If not me, then who?
I lived, I was. For everything in the world, I answer with my head.
A. Tvardovsky
Responsibility is a concept of constitutional, civil, criminal, but most importantly – moral. As a moral concept, responsibility is close to the concept of conscience. And the moral law… it’s not on paper, it’s inside us.
The range of human responsibility is very great: from “for those who have tamed,” to “now we are responsible for the country, for the people, for everything in the world.” The responsible person will never commit immoral acts. The highest responsibility in the “hour of the year” has always been a characteristic feature of our people.
Theoretically, everyone understands: from childhood it is necessary to bring up responsibility for what the child can do. Each schoolboy is explained that he should be responsible for his actions, responsibly approach to study, friends. Parents teach us to be responsible
But the irresponsible promises of politicians, officials, public figures destroy faith in power, in justice, in the opportunity to live according to established laws. Our election campaigns give us hundreds of examples of how loud promises, sworn assurances
All of us who live on this earth are responsible. For what? For that in the world good and justice triumphed. To whom? Before all who are around. Anyone who knows how to answer for loved ones will be able to be responsible on a state scale. The person responsible for something answers first of all before his conscience. There is no higher and fairer judge. A person with a developed sense of responsibility always faces a question: “If not me, then who?” And he decides it according to his conscience.
Probably, there are such people. They were in the past. Will be in the centuries to come. But they do not characterize the nation, the people and any community of people: the population of my city, the inhabitants of our home, my school teachers and comrades. Still, most people have a sense of compassion.
The theme of sympathy for those who are in trouble, sounds in many works of Russian classical literature. In Russia, pity and compassion have always been caused by prisoners – offended, as the people believed, and punished by power people. Compassion does not ask why a person is convicted. He has already been punished for what he did, and now he must be pitied. Recently I read this story, a Russian poet of the XVIII century V. Trediakovsky went to watch the execution of the rebel Emelyan Pugachev, whom he considered an enemy of the empire and whose actions he publicly condemned. Before putting his head on the block, Pugachev asked the Orthodox people for forgiveness and looked around the crowd. And suddenly I met my eyes with Trediakovsky, whom I recognized. Approached by the empress, the poet should have triumphed that a rebel and troublemaker would now cut off his head. So, probably, thought Pugachev. But there was no celebration in Trediakovsky’s eyes. The condemned read them pain, pity, and compassion. The poet himself, hurrying to the Place of Execution, did not expect such feelings from himself. The author ends the story thus: “Out of this compassion all Russian literature has come out.”
AS Pushkin “mercy to the fallen called to” and sympathized with the prisoner, sitting “behind bars, in a damp damp”. Compassion for the Decembrists, exiled to Siberia, is imbued with N. Nekrasov’s poem “Russian Women.” And it was written almost half a century after the December events. The whole novel of Leo Tolstoy “Resurrection” is a novel about compassion, about awareness of guilt and the desire to atone for it. In the novel War and Peace, the writer describes how Field Marshal M. Kutuzov travels around the formation of Russian soldiers who defeated the French and turned the enemy to flight. Kutuzov thanks warriors for hard work, for heroism and fearlessness. But, welcoming the winners, he does not forget to say that a broken, freezing and fleeing Frenchman can now be treated like a human and regret. There are many examples of this in the literature and in life. The Christian religion is based on charity. Familiar to the whole world Mother Teresa for her unselfish and selfless work – helping the sick, homeless and suffering – was awarded the Nobel Peace Prize. Although not for the sake of rewards, I think that this legendary woman worked all her life.
Compassion is born when you felt sorry for a nestling who had fallen from the nest and brought it home. When you cry, reading how the topic was looking for its Beetle. When you are ready to give your cutlet to someone else’s hungry dog. When you regret tired after work mom and do her household chores. And may you be powerless to help the victims of earthquakes and floods, the hostages of Nord-Ost and those who died in the skyscrapers of Manhattan, but the feeling of compassion will not allow you to switch the channel and turn away from human pain.
In our life, despite its rigidity, people who are able to sympathize, condole, sympathize, more than soulless. Compassion is the natural state of man, and human nature does not change so quickly. Therefore, we are far from being zombies and not mankurts: compassion has a place in our hearts. To a modern man, I believe, one must learn effective sympathy. Here it is still a rarity in our lives.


- **TASK DIRECTIONS**: Copy the data exactly as it appears, and do not include any pictures.

- **DATA SUPPLIED**:

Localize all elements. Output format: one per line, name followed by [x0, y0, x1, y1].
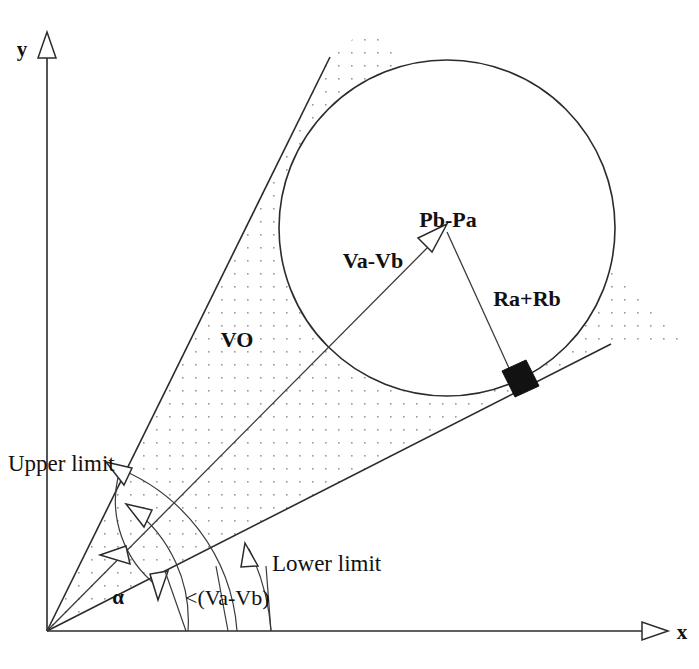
figure-root: y x Va-Vb Pb-Pa Ra+Rb VO: [0, 0, 699, 669]
x-axis-label: x: [677, 620, 688, 644]
ra-rb-label: Ra+Rb: [493, 286, 561, 311]
velocity-obstacle-diagram: y x Va-Vb Pb-Pa Ra+Rb VO: [0, 0, 699, 669]
upper-limit-label: Upper limit: [8, 451, 115, 476]
alpha-label: α: [112, 585, 124, 609]
lower-limit-label: Lower limit: [272, 551, 382, 576]
va-vb-label: Va-Vb: [343, 248, 403, 273]
angle-va-vb-label: <(Va-Vb): [185, 585, 270, 610]
y-axis-label: y: [17, 37, 28, 61]
pb-pa-label: Pb-Pa: [419, 207, 476, 232]
vo-region-label: VO: [221, 327, 254, 352]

- **YOUR SOLUTION**:
Localize all elements. Output format: one per line, name followed by [x0, y0, x1, y1].
figure-root: y x Va-Vb Pb-Pa Ra+Rb VO: [0, 0, 699, 669]
x-axis-label: x: [677, 620, 688, 644]
ra-rb-label: Ra+Rb: [493, 286, 561, 311]
velocity-obstacle-diagram: y x Va-Vb Pb-Pa Ra+Rb VO: [0, 0, 699, 669]
upper-limit-label: Upper limit: [8, 451, 115, 476]
alpha-label: α: [112, 585, 124, 609]
lower-limit-label: Lower limit: [272, 551, 382, 576]
va-vb-label: Va-Vb: [343, 248, 403, 273]
angle-va-vb-label: <(Va-Vb): [185, 585, 270, 610]
y-axis-label: y: [17, 37, 28, 61]
pb-pa-label: Pb-Pa: [419, 207, 476, 232]
vo-region-label: VO: [221, 327, 254, 352]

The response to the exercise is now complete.